I'll be the first to admit that I'm no Tyler Perry fan. When I first heard that Mr. Madea would be adapting For Colored Girls Who Considered Suicide When The Rainbow Is Enuf, I stomped around the office, gnashing my teeth and muttered, "Tyler Perry must be stopped!" News that he wanted to cast Beyoncé didn't help with the agitation.
I took comfort in knowing that at least Madea wouldn't be making an appearance in Ntozake Shange's seminal, Tony Award-winning choreopoem, which debuted on Broadway in 1976. At least.
Now I can take comfort in knowing that Beyoncé won't be making an appearance, either.
This week, Perry announced—drumroll—his official, Beyoncé-free cast: Whoopi Goldberg, Janet Jackson, Jurnee Smollett, Phylicia Rashad, Kimberly Elise, Mariah Carey, Kerry Washington and Macy Gray.
And I'm not (too) mad at him. They're all talented women. Macy Gray's demonstrated her thespian chops in Domino and Idlewild. (And was her whole spacey, drugged out, 1990s stage persona an act, too?) Mariah Carey surprised us all, post Glitter, by proving in Precious that she could act, too.
But still. They deserve a better director. A much better director. (What happened to Nzingha Stewart, who wrote the adaptation and was originally set to direct For Colored Girls?) Just as every good writer needs an eagle-eyed editor, just as the Lakers need Phil Jackson, actors need a savvy director to lead them around the pitfalls of over-emoting and underwhelming, to draw out the best possible performance. Say what you will about Precious and Lee Daniels, but he's a man who knows how to coax award-winning acting out of the most unlikely of performers.
Now, I can appreciate his business hustle—and clearly, the gazillions of fans that flock to the multiplex to see Why Did I Get Married When I Can Do Bad All By Myself While Madea Goes to Jail can't all be wrong. (Or can they?) But there's a difference between commerce and art. As Thembi Ford noted on The Root last fall, For Colored Girls is all stripped-down minimalism and carefully crafted angst. Perry doesn't do subtle. Perry does gun-wielding men in drag and scenery-chewing melodrama.
I hope that I'm wrong. Shange's work made a big, big impression on me when I was a playwriting major in college. I was too young to see the original production on Broadway, but her work seeped into my subconscious, nonetheless. How could it not? She rendered the lives of black girls and women poetic, writing with humor, passion and pain. So while I wish Tyler Perry well, I'll be holding my hopes out that the Broadway revival of For Colored Girls, produced by Whoopi Goldberg and starring India.Arie, will find another financial backer and finally, finally, finally make it to the stage.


ACTIVITY
Your answer should be the lines below from the one holding "The width and height of the screenshot is (1494, 714)." through the one holding "The height and width of the screenshot is (373, 709).", copied exactly and with nothing else.

EXTRACTED RECORDS
※

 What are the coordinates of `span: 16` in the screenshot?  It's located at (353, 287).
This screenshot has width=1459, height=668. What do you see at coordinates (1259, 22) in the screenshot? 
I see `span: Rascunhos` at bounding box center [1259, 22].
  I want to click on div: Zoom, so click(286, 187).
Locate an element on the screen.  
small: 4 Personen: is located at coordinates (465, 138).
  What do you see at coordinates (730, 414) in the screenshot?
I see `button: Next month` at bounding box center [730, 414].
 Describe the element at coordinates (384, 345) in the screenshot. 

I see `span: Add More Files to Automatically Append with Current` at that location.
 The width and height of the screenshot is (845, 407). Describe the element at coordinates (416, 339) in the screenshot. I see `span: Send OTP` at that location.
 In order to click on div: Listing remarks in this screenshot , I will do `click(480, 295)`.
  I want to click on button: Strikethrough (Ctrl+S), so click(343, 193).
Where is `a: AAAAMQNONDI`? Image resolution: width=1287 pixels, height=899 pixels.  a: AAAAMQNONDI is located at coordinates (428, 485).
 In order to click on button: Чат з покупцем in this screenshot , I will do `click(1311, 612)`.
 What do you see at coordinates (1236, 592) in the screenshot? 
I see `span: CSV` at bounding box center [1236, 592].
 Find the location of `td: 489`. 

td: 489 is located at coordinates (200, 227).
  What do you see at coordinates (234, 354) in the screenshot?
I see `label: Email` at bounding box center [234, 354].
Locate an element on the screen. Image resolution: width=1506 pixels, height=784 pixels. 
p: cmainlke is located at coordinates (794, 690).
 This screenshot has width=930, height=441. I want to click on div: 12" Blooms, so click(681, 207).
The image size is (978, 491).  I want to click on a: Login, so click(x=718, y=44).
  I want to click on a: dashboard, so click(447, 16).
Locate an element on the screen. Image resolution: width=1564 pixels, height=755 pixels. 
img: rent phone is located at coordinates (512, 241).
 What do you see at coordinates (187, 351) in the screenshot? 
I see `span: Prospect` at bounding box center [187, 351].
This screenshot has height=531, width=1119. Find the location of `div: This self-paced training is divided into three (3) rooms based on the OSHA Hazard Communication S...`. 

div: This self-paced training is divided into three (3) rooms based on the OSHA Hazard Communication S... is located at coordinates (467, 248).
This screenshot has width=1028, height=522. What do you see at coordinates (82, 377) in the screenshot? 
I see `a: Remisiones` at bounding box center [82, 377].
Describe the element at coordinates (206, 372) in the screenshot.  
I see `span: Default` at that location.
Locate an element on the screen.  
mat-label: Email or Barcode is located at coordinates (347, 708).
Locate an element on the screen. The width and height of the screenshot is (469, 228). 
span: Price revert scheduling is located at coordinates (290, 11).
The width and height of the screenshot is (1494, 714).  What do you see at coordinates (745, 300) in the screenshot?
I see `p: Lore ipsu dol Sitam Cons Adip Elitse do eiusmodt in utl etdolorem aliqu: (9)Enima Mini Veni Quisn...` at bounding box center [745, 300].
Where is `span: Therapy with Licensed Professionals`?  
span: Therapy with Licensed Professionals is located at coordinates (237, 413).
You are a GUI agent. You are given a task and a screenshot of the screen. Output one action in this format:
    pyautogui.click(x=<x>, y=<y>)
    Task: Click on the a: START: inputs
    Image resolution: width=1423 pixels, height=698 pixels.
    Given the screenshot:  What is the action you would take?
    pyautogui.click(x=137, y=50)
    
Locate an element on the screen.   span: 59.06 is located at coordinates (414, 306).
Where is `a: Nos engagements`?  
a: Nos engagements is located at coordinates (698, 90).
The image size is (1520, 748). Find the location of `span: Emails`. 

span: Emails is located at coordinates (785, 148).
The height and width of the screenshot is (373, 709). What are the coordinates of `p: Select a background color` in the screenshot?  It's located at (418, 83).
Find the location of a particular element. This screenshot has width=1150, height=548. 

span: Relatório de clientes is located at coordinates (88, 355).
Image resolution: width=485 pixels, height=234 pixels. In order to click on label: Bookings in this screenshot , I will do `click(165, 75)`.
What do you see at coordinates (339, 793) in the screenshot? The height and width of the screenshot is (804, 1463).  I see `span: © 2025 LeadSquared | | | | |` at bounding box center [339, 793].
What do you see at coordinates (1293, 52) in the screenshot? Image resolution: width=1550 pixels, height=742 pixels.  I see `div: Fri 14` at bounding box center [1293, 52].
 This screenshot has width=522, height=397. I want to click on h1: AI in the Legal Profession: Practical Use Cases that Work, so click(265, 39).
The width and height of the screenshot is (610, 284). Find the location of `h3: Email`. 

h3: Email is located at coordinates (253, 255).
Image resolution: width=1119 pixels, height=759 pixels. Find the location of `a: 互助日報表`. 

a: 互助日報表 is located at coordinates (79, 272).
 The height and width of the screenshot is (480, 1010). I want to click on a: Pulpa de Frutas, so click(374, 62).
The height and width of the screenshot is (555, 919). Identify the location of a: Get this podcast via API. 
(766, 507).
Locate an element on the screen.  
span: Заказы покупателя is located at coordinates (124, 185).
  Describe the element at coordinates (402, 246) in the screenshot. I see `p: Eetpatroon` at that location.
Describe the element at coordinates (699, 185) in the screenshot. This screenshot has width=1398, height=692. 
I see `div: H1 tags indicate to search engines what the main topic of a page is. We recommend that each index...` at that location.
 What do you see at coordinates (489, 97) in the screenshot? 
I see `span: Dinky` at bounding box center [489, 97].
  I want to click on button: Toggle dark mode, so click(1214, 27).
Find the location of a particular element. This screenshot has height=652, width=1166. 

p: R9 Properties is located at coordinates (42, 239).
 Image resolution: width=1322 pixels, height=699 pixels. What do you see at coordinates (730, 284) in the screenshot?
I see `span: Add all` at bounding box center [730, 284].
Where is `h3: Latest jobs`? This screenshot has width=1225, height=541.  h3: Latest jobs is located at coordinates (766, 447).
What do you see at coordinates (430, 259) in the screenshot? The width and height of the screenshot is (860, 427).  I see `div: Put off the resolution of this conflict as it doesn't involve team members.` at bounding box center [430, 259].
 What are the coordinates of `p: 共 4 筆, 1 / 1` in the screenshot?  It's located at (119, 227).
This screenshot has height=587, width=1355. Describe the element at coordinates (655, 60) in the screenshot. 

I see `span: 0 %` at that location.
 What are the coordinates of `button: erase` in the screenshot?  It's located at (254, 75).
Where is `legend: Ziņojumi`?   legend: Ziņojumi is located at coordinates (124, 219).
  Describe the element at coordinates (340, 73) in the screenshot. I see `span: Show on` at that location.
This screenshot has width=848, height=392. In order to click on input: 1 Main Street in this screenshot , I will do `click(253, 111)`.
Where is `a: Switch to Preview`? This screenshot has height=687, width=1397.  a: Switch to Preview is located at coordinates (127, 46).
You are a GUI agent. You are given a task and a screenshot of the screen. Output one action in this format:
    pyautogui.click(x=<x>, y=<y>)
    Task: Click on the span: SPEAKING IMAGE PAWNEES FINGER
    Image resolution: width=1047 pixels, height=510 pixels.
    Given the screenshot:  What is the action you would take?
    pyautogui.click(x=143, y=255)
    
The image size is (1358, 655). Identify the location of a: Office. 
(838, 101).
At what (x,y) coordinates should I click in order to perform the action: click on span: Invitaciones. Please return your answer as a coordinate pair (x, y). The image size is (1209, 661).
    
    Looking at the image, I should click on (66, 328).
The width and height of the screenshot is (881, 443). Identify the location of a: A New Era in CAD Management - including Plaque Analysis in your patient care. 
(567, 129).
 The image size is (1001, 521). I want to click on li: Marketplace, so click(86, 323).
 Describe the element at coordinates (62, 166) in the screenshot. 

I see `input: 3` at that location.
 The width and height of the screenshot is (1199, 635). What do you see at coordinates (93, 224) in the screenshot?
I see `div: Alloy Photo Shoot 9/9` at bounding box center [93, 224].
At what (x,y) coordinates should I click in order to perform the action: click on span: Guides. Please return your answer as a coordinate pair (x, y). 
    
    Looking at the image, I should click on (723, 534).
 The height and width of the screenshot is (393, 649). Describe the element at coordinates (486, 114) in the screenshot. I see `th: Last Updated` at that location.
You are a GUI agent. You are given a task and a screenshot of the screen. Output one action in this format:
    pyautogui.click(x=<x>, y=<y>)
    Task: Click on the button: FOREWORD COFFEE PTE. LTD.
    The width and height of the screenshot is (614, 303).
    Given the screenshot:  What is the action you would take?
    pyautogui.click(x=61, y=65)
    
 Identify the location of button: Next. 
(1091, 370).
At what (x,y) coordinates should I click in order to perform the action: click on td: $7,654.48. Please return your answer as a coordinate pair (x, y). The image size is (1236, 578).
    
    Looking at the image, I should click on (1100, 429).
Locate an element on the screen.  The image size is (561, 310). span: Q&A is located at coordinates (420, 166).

※

RESULT BELOW
The width and height of the screenshot is (1494, 714).  What do you see at coordinates (745, 300) in the screenshot?
I see `p: Lore ipsu dol Sitam Cons Adip Elitse do eiusmodt in utl etdolorem aliqu: (9)Enima Mini Veni Quisn...` at bounding box center [745, 300].
Where is `span: Therapy with Licensed Professionals`?  
span: Therapy with Licensed Professionals is located at coordinates (237, 413).
You are a GUI agent. You are given a task and a screenshot of the screen. Output one action in this format:
    pyautogui.click(x=<x>, y=<y>)
    Task: Click on the a: START: inputs
    Image resolution: width=1423 pixels, height=698 pixels.
    Given the screenshot:  What is the action you would take?
    pyautogui.click(x=137, y=50)
    
Locate an element on the screen.   span: 59.06 is located at coordinates (414, 306).
Where is `a: Nos engagements`?  
a: Nos engagements is located at coordinates (698, 90).
The image size is (1520, 748). Find the location of `span: Emails`. 

span: Emails is located at coordinates (785, 148).
The height and width of the screenshot is (373, 709). What are the coordinates of `p: Select a background color` in the screenshot?  It's located at (418, 83).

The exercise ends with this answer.